Tuesday, May 25, 2010

Mugabe's legacy to wives of his goons

The sad story told by the wife of Zimbabwe's Assisant Police Commissioner, Todd Jangara, allegedly seriously beaten by her husband, is a stark reminder of what happens when the rule of law is so utterly compromised. This unhappy woman and her family would once have rejoiced, danced and ululated when her husband was promoted to high office. She appears to have known that her husband's first responsibility was to uphold the rule of law and see to it that every Zimbabwean, wives of police officers not excepted, could seek justice Alas! Power corrupts... and we all know how that sentence ends. I wonder if this woman who would almost certainly have been a loyal, dancing and ululating follower of Robert Mugabe's appalling ZANU (PF) party; possibly even a leading light in the women's movement within that degraded organization, understands or regrets what is being done to her sisterhood in a rival politcal party by people like her policeman husband?

History, in this tragedy, speaks loud with the name, Todd, invoked through a court report of the appearance in the dock of the alleged bully. Jangara's first name is Todd. It would be almost certain that Jangara's parents knew of or may even have benefited from the fine, humanitarian work done for oppressed black people of Rhodesia by the late, former Sourthern Rhodesian Prime Minister, Garfield Todd and his wife, Grace. The oppression in Rhodesian days fades almost to insignificance in the light of the cruel acts of Mugabe's goons. If guilty, Jangara, who blames his brothers-in-law for the vicious beatings his wife endured, has exchanged his namesake's noble legacy for one which will go down in history in ignominy.

The saving grace here is that the beaten wife has had the courage to face an apparently malevolent senior policeman, in this case her own husband, in a court formerly unaccustomed to seeing top police lawbreakers, standing as accused in a Chitungwiza Magistrates court.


=== EXERCISE OBJECTIVE ===
The records below are to be written out exactly, with every picture omitted.

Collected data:
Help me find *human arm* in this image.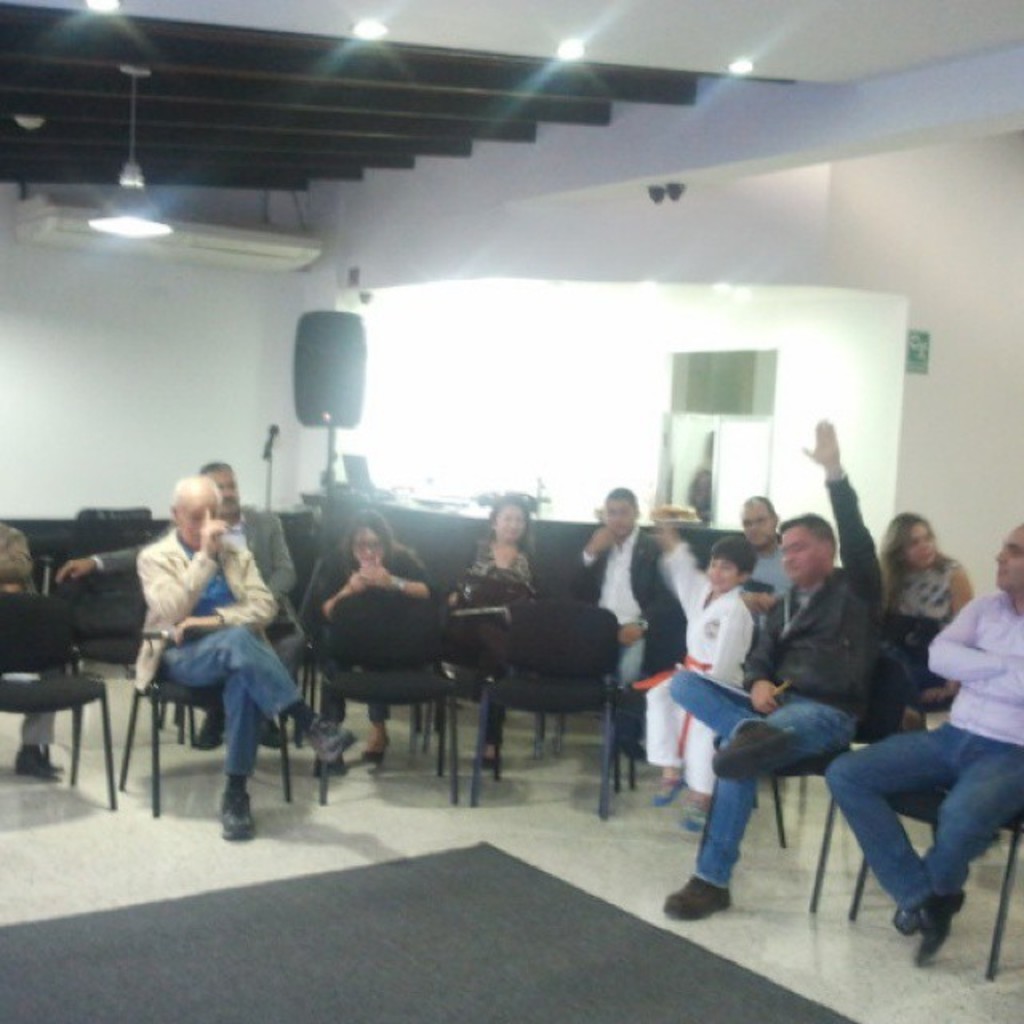
Found it: <box>259,509,296,592</box>.
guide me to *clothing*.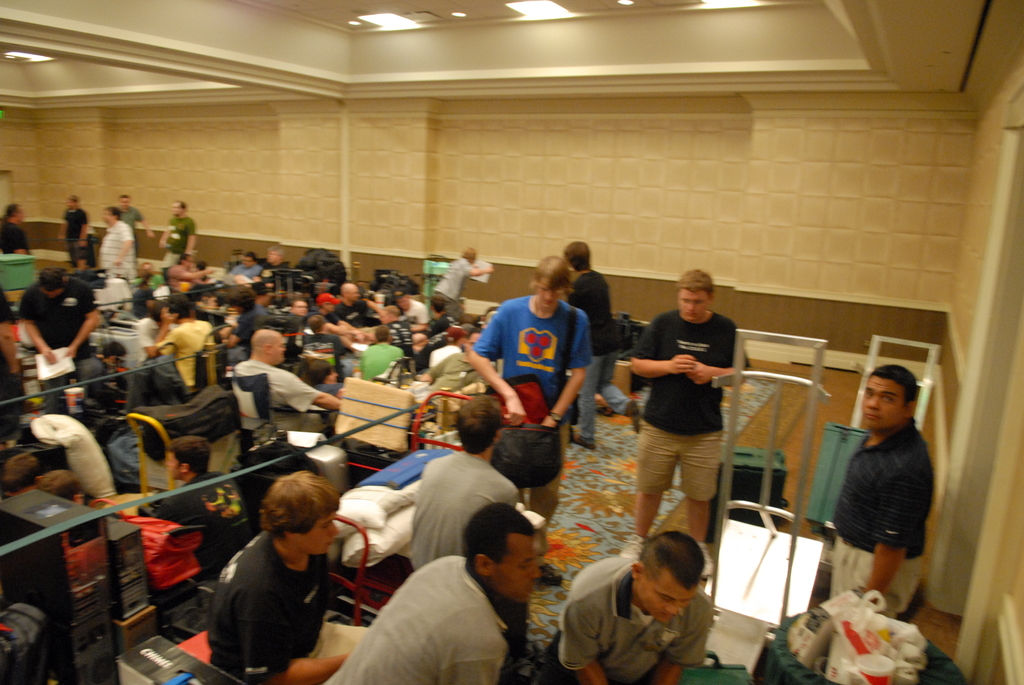
Guidance: (403, 449, 538, 571).
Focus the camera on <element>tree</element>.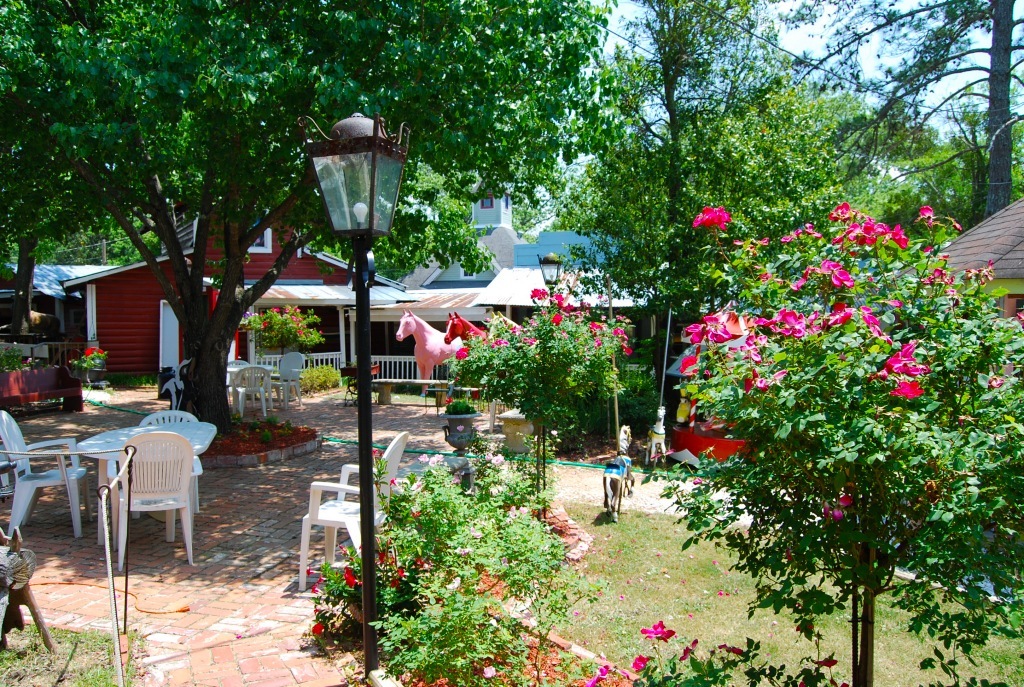
Focus region: x1=547 y1=0 x2=871 y2=427.
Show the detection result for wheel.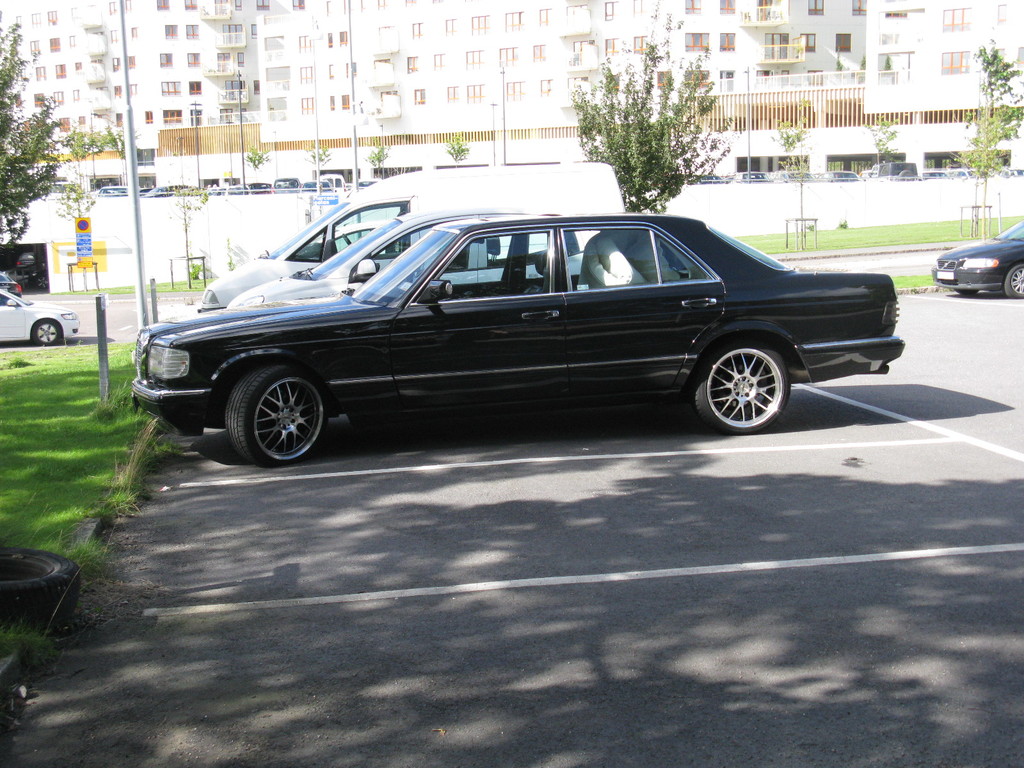
bbox=(696, 330, 796, 419).
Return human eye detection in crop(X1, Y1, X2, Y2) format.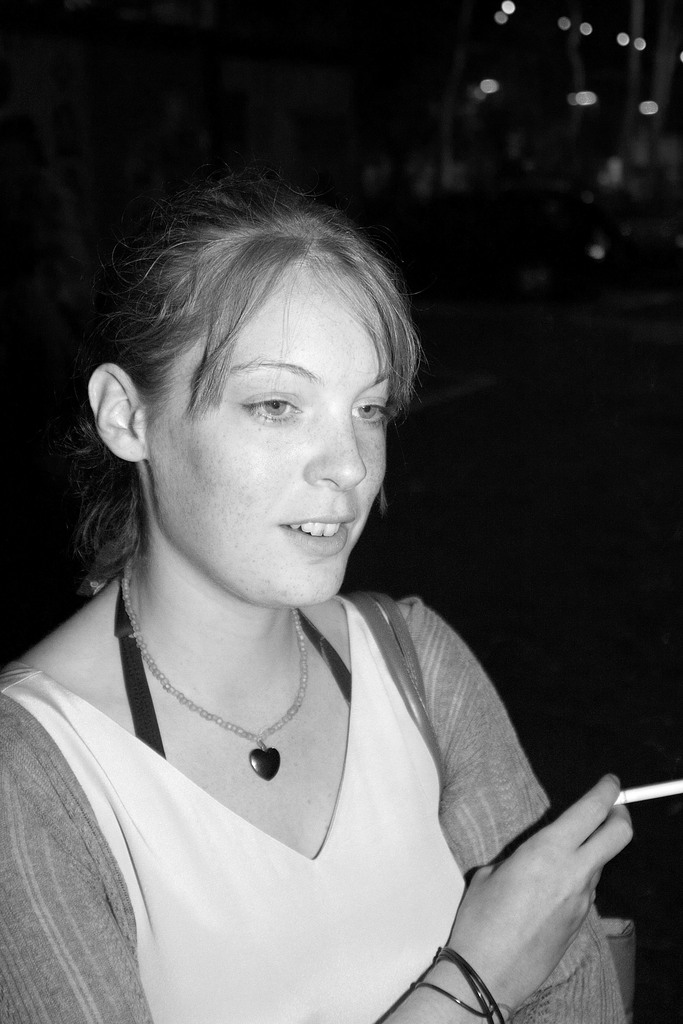
crop(238, 388, 306, 426).
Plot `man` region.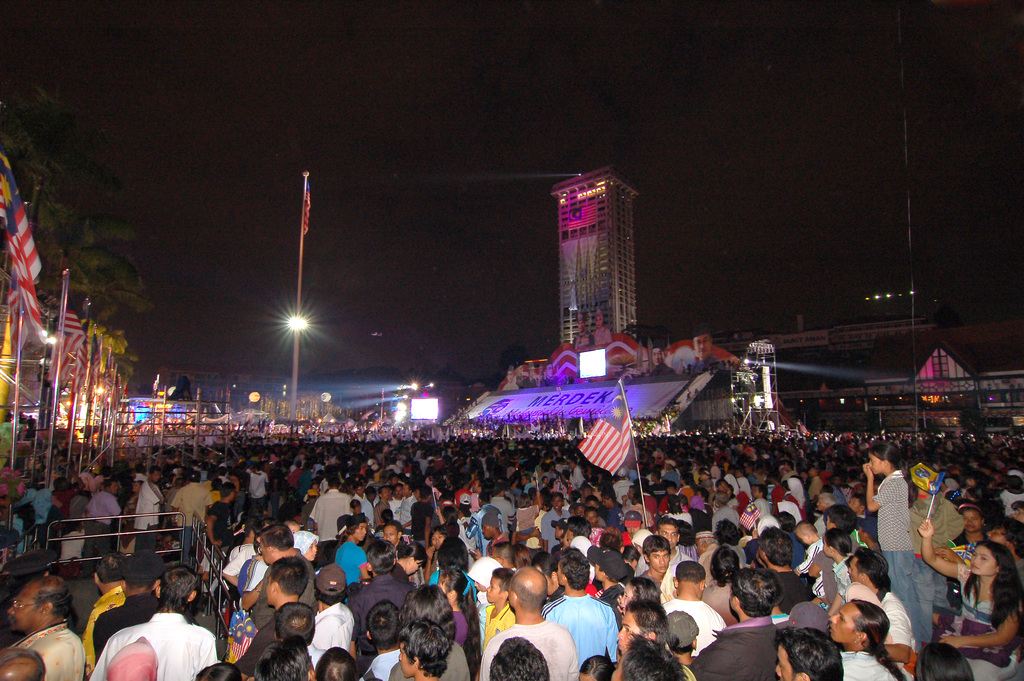
Plotted at <box>132,464,161,555</box>.
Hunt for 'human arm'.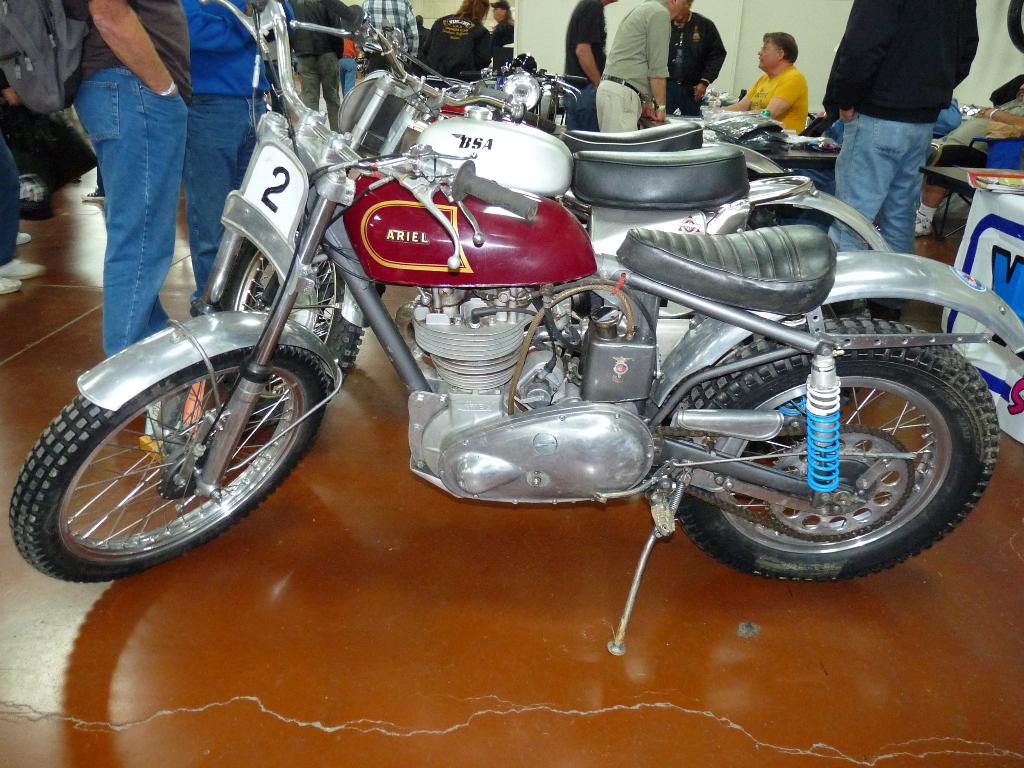
Hunted down at [417, 18, 438, 53].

=== EXERCISE OUTPUT ===
Help me find *human arm* in this image.
Found it: <box>259,509,296,592</box>.
guide me to *clothing*.
Guidance: (403, 449, 538, 571).
Focus the camera on <element>tree</element>.
Focus region: x1=547 y1=0 x2=871 y2=427.
Show the detection result for wheel.
bbox=(696, 330, 796, 419).
Return human eye detection in crop(X1, Y1, X2, Y2) format.
crop(238, 388, 306, 426).
Plot `man` region.
Plotted at <box>132,464,161,555</box>.
Hunt for 'human arm'.
Hunted down at [417, 18, 438, 53].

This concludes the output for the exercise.